(Stored items)
+++

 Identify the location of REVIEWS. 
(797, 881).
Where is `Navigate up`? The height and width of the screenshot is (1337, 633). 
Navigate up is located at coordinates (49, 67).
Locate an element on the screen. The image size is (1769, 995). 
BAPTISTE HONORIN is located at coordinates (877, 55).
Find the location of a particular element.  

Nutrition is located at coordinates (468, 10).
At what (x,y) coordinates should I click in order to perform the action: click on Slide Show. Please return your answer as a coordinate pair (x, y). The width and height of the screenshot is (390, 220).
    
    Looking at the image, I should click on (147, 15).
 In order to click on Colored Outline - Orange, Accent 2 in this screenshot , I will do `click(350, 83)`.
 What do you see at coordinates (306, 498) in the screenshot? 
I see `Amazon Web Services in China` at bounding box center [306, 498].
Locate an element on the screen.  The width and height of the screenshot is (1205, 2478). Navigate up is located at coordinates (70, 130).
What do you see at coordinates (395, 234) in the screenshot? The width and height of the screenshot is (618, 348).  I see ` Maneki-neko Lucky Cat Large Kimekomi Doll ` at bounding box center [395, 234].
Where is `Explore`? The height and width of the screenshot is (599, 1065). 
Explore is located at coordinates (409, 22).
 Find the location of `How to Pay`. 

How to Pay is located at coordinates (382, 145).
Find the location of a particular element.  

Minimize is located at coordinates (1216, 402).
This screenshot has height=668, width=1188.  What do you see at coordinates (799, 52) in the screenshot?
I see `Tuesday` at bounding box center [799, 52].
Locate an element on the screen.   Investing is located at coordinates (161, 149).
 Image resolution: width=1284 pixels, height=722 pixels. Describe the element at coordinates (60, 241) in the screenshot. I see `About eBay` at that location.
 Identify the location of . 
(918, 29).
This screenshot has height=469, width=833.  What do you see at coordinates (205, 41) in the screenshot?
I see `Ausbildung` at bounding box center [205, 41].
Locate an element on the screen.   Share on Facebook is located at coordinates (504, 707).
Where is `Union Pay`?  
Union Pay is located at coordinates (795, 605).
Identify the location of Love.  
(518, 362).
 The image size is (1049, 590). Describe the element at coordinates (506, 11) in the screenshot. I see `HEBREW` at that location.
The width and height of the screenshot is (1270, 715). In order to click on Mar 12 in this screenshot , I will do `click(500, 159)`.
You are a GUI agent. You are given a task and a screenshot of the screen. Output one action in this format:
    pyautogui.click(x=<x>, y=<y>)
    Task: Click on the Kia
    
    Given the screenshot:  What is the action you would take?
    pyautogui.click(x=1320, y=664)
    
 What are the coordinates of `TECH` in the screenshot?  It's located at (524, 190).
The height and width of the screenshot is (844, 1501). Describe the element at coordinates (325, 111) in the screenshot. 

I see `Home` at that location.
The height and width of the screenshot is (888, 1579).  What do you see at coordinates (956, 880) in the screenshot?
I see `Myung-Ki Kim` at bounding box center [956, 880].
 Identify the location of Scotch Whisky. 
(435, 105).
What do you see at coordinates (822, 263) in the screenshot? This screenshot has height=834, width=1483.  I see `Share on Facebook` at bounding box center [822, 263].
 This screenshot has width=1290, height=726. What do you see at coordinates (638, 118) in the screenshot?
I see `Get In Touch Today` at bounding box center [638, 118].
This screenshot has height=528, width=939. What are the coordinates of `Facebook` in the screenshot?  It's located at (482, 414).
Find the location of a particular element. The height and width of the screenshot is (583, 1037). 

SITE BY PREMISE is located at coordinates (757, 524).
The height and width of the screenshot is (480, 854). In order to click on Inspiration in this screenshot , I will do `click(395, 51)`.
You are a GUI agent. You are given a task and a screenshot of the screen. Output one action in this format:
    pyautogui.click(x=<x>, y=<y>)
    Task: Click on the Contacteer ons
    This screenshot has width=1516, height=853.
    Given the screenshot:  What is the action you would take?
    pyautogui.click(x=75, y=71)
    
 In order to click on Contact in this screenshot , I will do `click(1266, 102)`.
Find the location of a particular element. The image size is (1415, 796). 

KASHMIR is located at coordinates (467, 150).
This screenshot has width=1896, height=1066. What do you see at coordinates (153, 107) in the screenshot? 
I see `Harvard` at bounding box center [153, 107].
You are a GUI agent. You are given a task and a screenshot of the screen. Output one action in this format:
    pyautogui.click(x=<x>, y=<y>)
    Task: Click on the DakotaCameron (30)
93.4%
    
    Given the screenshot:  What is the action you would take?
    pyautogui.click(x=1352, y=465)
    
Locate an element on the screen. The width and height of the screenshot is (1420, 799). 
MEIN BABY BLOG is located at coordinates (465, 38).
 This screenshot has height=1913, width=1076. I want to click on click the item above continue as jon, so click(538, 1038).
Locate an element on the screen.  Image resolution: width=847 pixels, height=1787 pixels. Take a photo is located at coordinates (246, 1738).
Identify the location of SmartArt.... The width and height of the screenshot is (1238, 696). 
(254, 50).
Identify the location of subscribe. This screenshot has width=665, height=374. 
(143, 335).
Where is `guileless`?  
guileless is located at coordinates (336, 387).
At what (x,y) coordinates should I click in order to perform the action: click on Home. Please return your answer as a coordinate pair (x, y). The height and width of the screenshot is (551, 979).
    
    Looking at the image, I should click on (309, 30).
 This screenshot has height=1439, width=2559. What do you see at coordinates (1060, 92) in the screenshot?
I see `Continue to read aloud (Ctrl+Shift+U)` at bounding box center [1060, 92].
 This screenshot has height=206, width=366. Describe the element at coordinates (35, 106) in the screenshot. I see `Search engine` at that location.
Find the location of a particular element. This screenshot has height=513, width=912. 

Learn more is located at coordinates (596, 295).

+++

** Exercise instructions **
Print out all of the records above, word for word.

** Result of this exercise **
 Identify the location of REVIEWS. 
(797, 881).
Where is `Navigate up`? The height and width of the screenshot is (1337, 633). 
Navigate up is located at coordinates (49, 67).
Locate an element on the screen. The image size is (1769, 995). 
BAPTISTE HONORIN is located at coordinates (877, 55).
Find the location of a particular element.  

Nutrition is located at coordinates (468, 10).
At what (x,y) coordinates should I click in order to perform the action: click on Slide Show. Please return your answer as a coordinate pair (x, y). The width and height of the screenshot is (390, 220).
    
    Looking at the image, I should click on (147, 15).
 In order to click on Colored Outline - Orange, Accent 2 in this screenshot , I will do `click(350, 83)`.
 What do you see at coordinates (306, 498) in the screenshot? 
I see `Amazon Web Services in China` at bounding box center [306, 498].
Locate an element on the screen.  The width and height of the screenshot is (1205, 2478). Navigate up is located at coordinates (70, 130).
What do you see at coordinates (395, 234) in the screenshot? The width and height of the screenshot is (618, 348).  I see ` Maneki-neko Lucky Cat Large Kimekomi Doll ` at bounding box center [395, 234].
Where is `Explore`? The height and width of the screenshot is (599, 1065). 
Explore is located at coordinates (409, 22).
 Find the location of `How to Pay`. 

How to Pay is located at coordinates (382, 145).
Find the location of a particular element.  

Minimize is located at coordinates (1216, 402).
This screenshot has height=668, width=1188.  What do you see at coordinates (799, 52) in the screenshot?
I see `Tuesday` at bounding box center [799, 52].
Locate an element on the screen.   Investing is located at coordinates (161, 149).
 Image resolution: width=1284 pixels, height=722 pixels. Describe the element at coordinates (60, 241) in the screenshot. I see `About eBay` at that location.
 Identify the location of . 
(918, 29).
This screenshot has height=469, width=833.  What do you see at coordinates (205, 41) in the screenshot?
I see `Ausbildung` at bounding box center [205, 41].
Locate an element on the screen.   Share on Facebook is located at coordinates (504, 707).
Where is `Union Pay`?  
Union Pay is located at coordinates (795, 605).
Identify the location of Love.  
(518, 362).
 The image size is (1049, 590). Describe the element at coordinates (506, 11) in the screenshot. I see `HEBREW` at that location.
The width and height of the screenshot is (1270, 715). In order to click on Mar 12 in this screenshot , I will do `click(500, 159)`.
You are a GUI agent. You are given a task and a screenshot of the screen. Output one action in this format:
    pyautogui.click(x=<x>, y=<y>)
    Task: Click on the Kia
    
    Given the screenshot:  What is the action you would take?
    pyautogui.click(x=1320, y=664)
    
 What are the coordinates of `TECH` in the screenshot?  It's located at (524, 190).
The height and width of the screenshot is (844, 1501). Describe the element at coordinates (325, 111) in the screenshot. 

I see `Home` at that location.
The height and width of the screenshot is (888, 1579).  What do you see at coordinates (956, 880) in the screenshot?
I see `Myung-Ki Kim` at bounding box center [956, 880].
 Identify the location of Scotch Whisky. 
(435, 105).
What do you see at coordinates (822, 263) in the screenshot? This screenshot has height=834, width=1483.  I see `Share on Facebook` at bounding box center [822, 263].
 This screenshot has width=1290, height=726. What do you see at coordinates (638, 118) in the screenshot?
I see `Get In Touch Today` at bounding box center [638, 118].
This screenshot has height=528, width=939. What are the coordinates of `Facebook` in the screenshot?  It's located at (482, 414).
Find the location of a particular element. The height and width of the screenshot is (583, 1037). 

SITE BY PREMISE is located at coordinates (757, 524).
The height and width of the screenshot is (480, 854). In order to click on Inspiration in this screenshot , I will do `click(395, 51)`.
You are a GUI agent. You are given a task and a screenshot of the screen. Output one action in this format:
    pyautogui.click(x=<x>, y=<y>)
    Task: Click on the Contacteer ons
    This screenshot has width=1516, height=853.
    Given the screenshot:  What is the action you would take?
    pyautogui.click(x=75, y=71)
    
 In order to click on Contact in this screenshot , I will do `click(1266, 102)`.
Find the location of a particular element. The image size is (1415, 796). 

KASHMIR is located at coordinates (467, 150).
This screenshot has width=1896, height=1066. What do you see at coordinates (153, 107) in the screenshot? 
I see `Harvard` at bounding box center [153, 107].
You are a GUI agent. You are given a task and a screenshot of the screen. Output one action in this format:
    pyautogui.click(x=<x>, y=<y>)
    Task: Click on the DakotaCameron (30)
93.4%
    
    Given the screenshot:  What is the action you would take?
    pyautogui.click(x=1352, y=465)
    
Locate an element on the screen. The width and height of the screenshot is (1420, 799). 
MEIN BABY BLOG is located at coordinates (465, 38).
 This screenshot has height=1913, width=1076. I want to click on click the item above continue as jon, so click(538, 1038).
Locate an element on the screen.  Image resolution: width=847 pixels, height=1787 pixels. Take a photo is located at coordinates (246, 1738).
Identify the location of SmartArt.... The width and height of the screenshot is (1238, 696). 
(254, 50).
Identify the location of subscribe. This screenshot has width=665, height=374. 
(143, 335).
Where is `guileless`?  
guileless is located at coordinates (336, 387).
At what (x,y) coordinates should I click in order to perform the action: click on Home. Please return your answer as a coordinate pair (x, y). The height and width of the screenshot is (551, 979).
    
    Looking at the image, I should click on (309, 30).
 This screenshot has height=1439, width=2559. What do you see at coordinates (1060, 92) in the screenshot?
I see `Continue to read aloud (Ctrl+Shift+U)` at bounding box center [1060, 92].
 This screenshot has height=206, width=366. Describe the element at coordinates (35, 106) in the screenshot. I see `Search engine` at that location.
Find the location of a particular element. This screenshot has height=513, width=912. 

Learn more is located at coordinates (596, 295).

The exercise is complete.